Turkey quake children

A psychologist takes care of children who have been affected by the 7.8 magnitude earthquake which struck the border region of Turkey and Syria, in Kahramanmaraş, on February 12, 2023 as rescue teams starts to wind down their work. The province of Kahramanmaraş with its 1.1 million population, reminds of a horror movie: the piles of coffins on the roadsides, the sirens of ambulances. As the rescue operation continues, children are walking on the rubble and exposed to dead bodies lifted in cranes in body bags. OZAN KOSE / AFP

More than 850,000 children remain displaced in Turkey and northern Syria a month after devastating earthquakes struck Turkey in early February, UNICEF said in a press release, the Stockholm Center for Freedom reported.

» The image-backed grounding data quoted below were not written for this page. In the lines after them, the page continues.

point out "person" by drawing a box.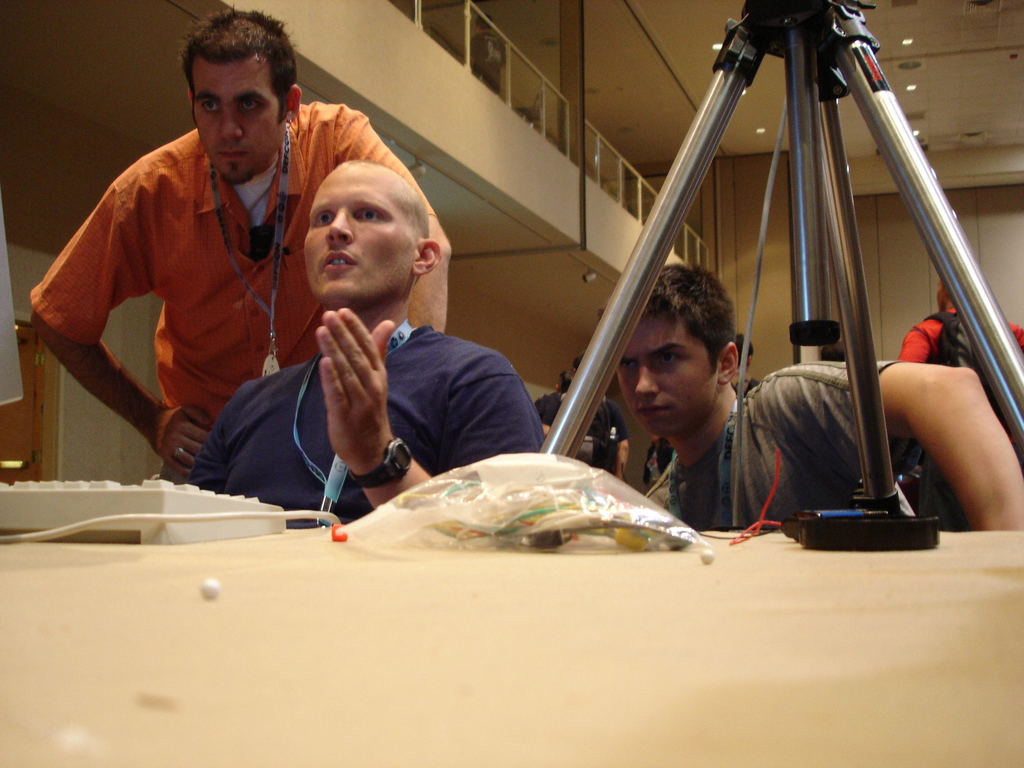
box=[575, 351, 662, 457].
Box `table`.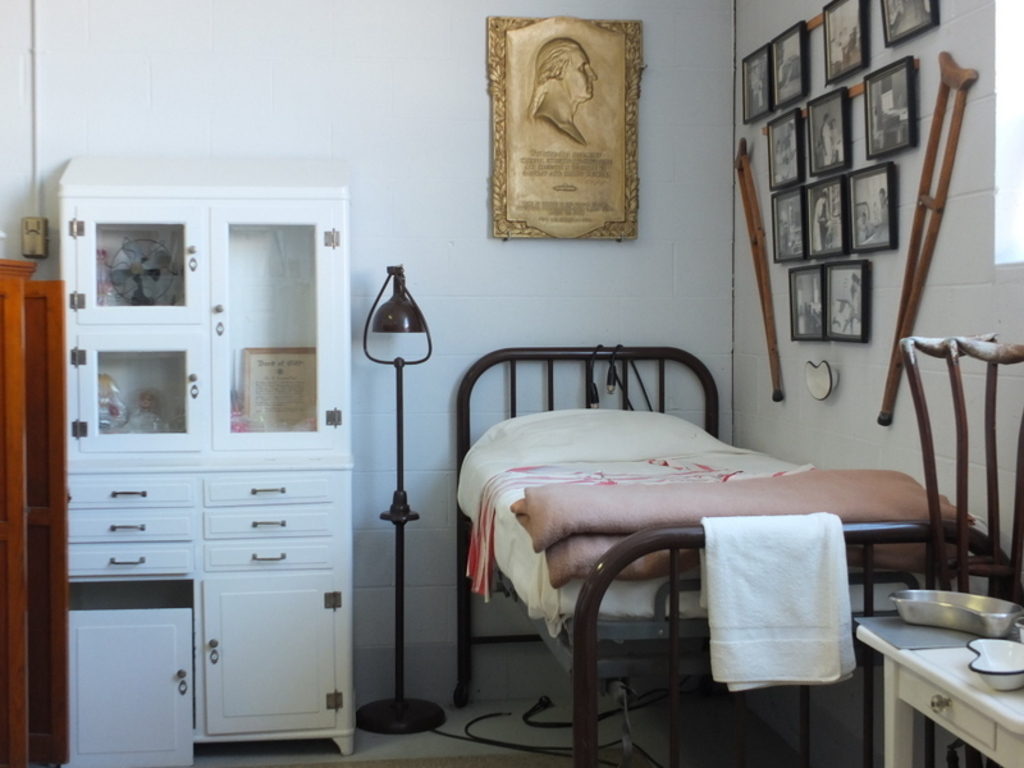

According to UNICEF, some 2.5 million children need urgent humanitarian assistance in southern Turkey, while more than 3.7 million children have been affected by the earthquakes across Syria.

A 7.8-magnitude earthquake that struck near the Turkish city of Gaziantep – home to around 2 million people and on the border with Syria – as people were sleeping on February 6 was followed by dozens of aftershocks, including a 7.5-magnitude temblor that jolted the region in the middle of search and rescue efforts the same day.

The impact of the earthquakes on the region’s children and families has been catastrophic, leaving hundreds of thousands in desperate conditions, UNICEF said.

“Families forced from their homes by the earthquakes have spent the past four weeks focused on survival, their lives on hold while aftershocks continue to rumble,” said UNICEF Regional Director for Europe and Central Asia Afshan Khan. “It is now critical to do all we can to help families begin to rebuild their lives – providing children with psychosocial support, getting them back into learning as soon as possible, and providing some stability amid the chaos.”

The UN launched a $1 billion funding appeal to support millions of people in Turkey.

UN Secretary-General Antonio Guterres earlier said in a statement that the funds would provide humanitarian relief for three months to 5.2 million people. The money would “allow aid organizations to rapidly scale up vital support,” including in the areas of food security, protection, education, water and shelter, he added.

UN humanitarian agencies will need $397.6 million in funding over the next three months to respond to the most pressing humanitarian needs of 4.9 million people in Syria who have been affected by the quakes, the Office for the Coordination of Humanitarian Affairs (OCHA) said in a statement.

UNICEF is requesting $196 million to reach 3 million people in Turkey, including 1.5 million children and $172.7 million to deliver immediate life-saving support for 5.4 million people in Syria, including 2.6 million children.